Actually, it will. Build cygwin1.dbg, then 'gdb cygwin1.dll',
'disassemble strchr', and you will see my implementation - gcc only
implements the builtin as a wrapper to notice where it can avoid using the
library, and NOT as a full-blown replacement that would work even in the
absence of libc (after all, how do you write a generic builtin in
intermediate language that will compile to optimal code across all the
various architectures that gcc targets?).
|> But that's no
|> different than any other program which uses strchr() and specifies the
|> right -O optimization level.
Actually, what gcc does with __builtin_strchr is that IF it can optimize
at compile time, it does (so strchr("abc","b") is turned into the
compile-time constant "bc", without a function call). But WHEN gcc can't
optimize, it calls the library's strchr() instead.
|>
|> strchr() and strlen() are among a group of functions that gcc inlines
|> automatically when you compile a file with optimization.
|
| But then... is the
|
| #define strlen __builtin_strlen
| [...]
|
| stuff at the top of winsup.h just old cruft which isn't needed anymore?
|
Adding #defines that defer to the builtin is still a useful idiom - it
allows the builtin to do optimizations even when compiled with -std=c89,
or when compiling with -fno-builtin that would inhibit the normal
recognition of plain names as special functions.
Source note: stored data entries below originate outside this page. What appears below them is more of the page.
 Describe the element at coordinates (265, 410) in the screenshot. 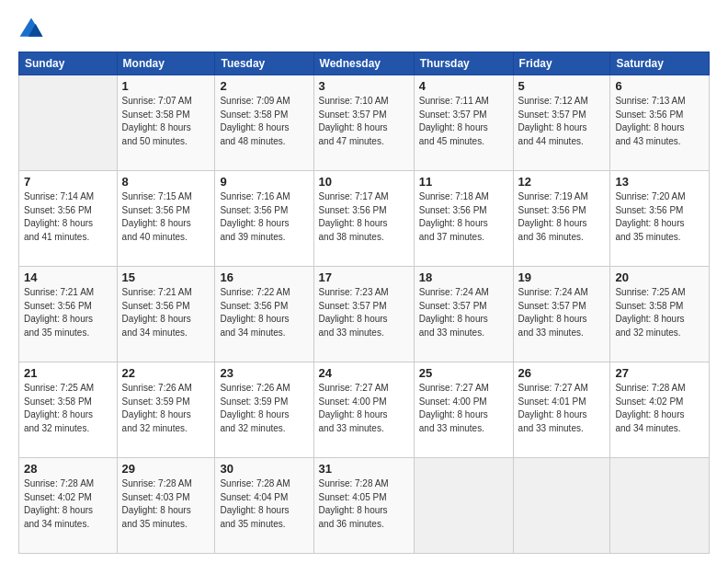

I see `calendar-cell: 23Sunrise: 7:26 AM Sunset: 3:59 PM Dayli…` at that location.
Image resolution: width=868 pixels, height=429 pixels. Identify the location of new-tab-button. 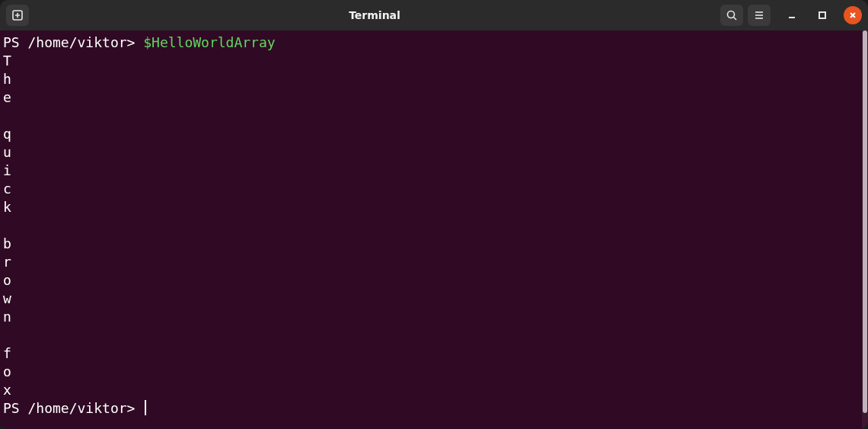
(18, 15).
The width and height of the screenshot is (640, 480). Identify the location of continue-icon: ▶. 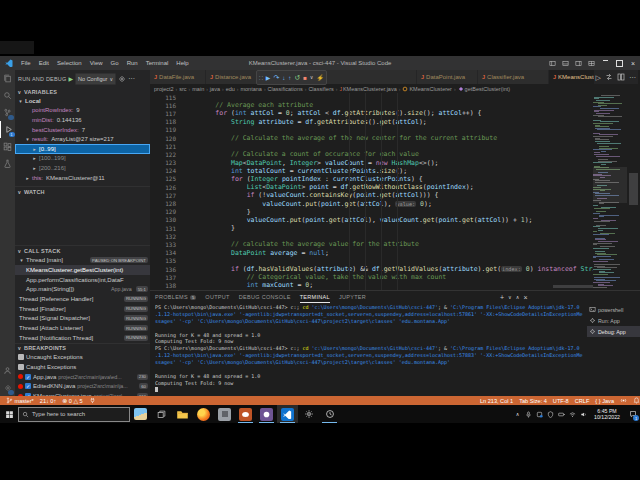
(268, 78).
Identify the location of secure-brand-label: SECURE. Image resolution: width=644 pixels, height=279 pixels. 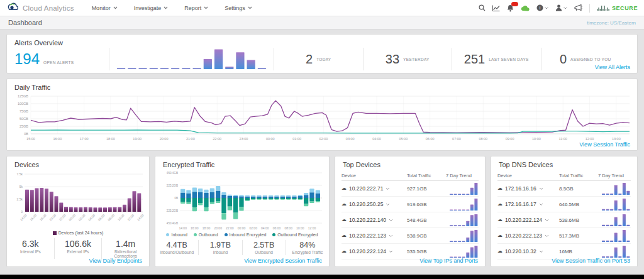
(625, 8).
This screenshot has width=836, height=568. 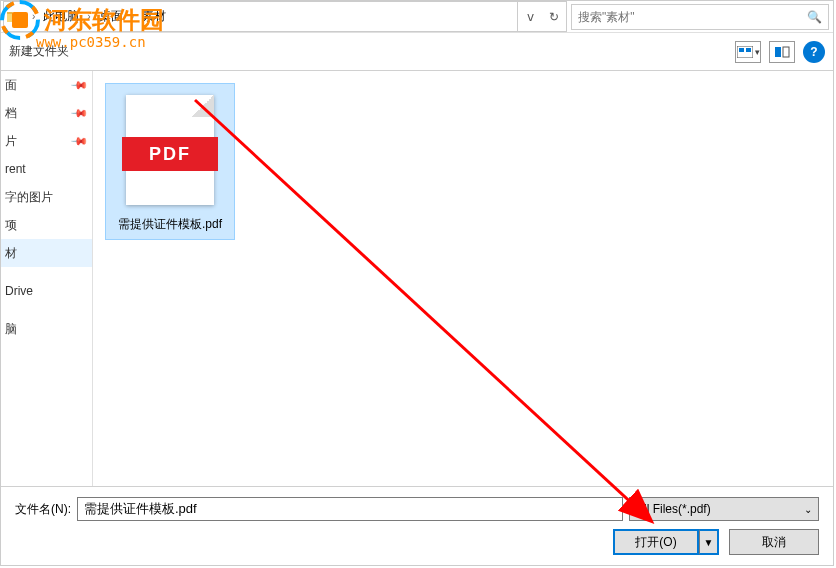 What do you see at coordinates (91, 42) in the screenshot?
I see `watermark-url: www.pc0359.cn` at bounding box center [91, 42].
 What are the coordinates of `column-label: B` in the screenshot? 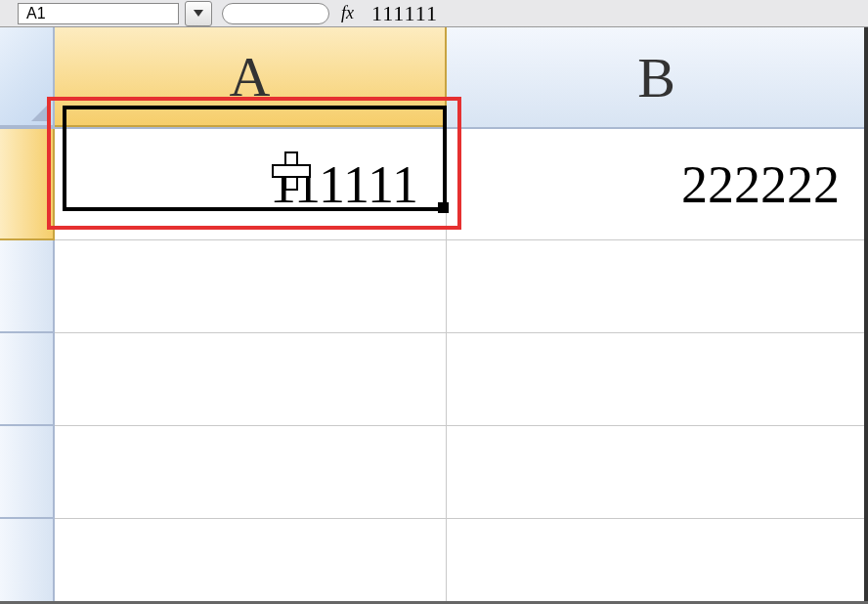 It's located at (657, 78).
But when you don't
specifically request such a strict compilation environment, the #define
doesn't really buy much, since gcc automatically recognizes the original
name as one of its builtins.
To see for yourself, compile a program consisting of:
#include <stdio.h>
int main(int argc, char**argv)
{
~ printf ("%d\n", strlen("abc"));
~ printf ("%d\n", __builtin_strlen("abc"));
~ printf ("%d\n", strlen(argv[0]));
~ printf ("%d\n", __builtin_strlen(argv[0]));
~ return 0;
}
With 'gcc -O2', then 'gdb program', 'disassemble main', you can see the
first two instances are hard-coded to 3, the last two result in 'call
<strlen>'. With 'gcc -O2 -fno-builtin', only the second instance is
hard-coded to three. But hopefully this goes to show that where the
compiler can't optimize at compile time, the library function is used.
- --
Don't work too hard, make some time for fun as well!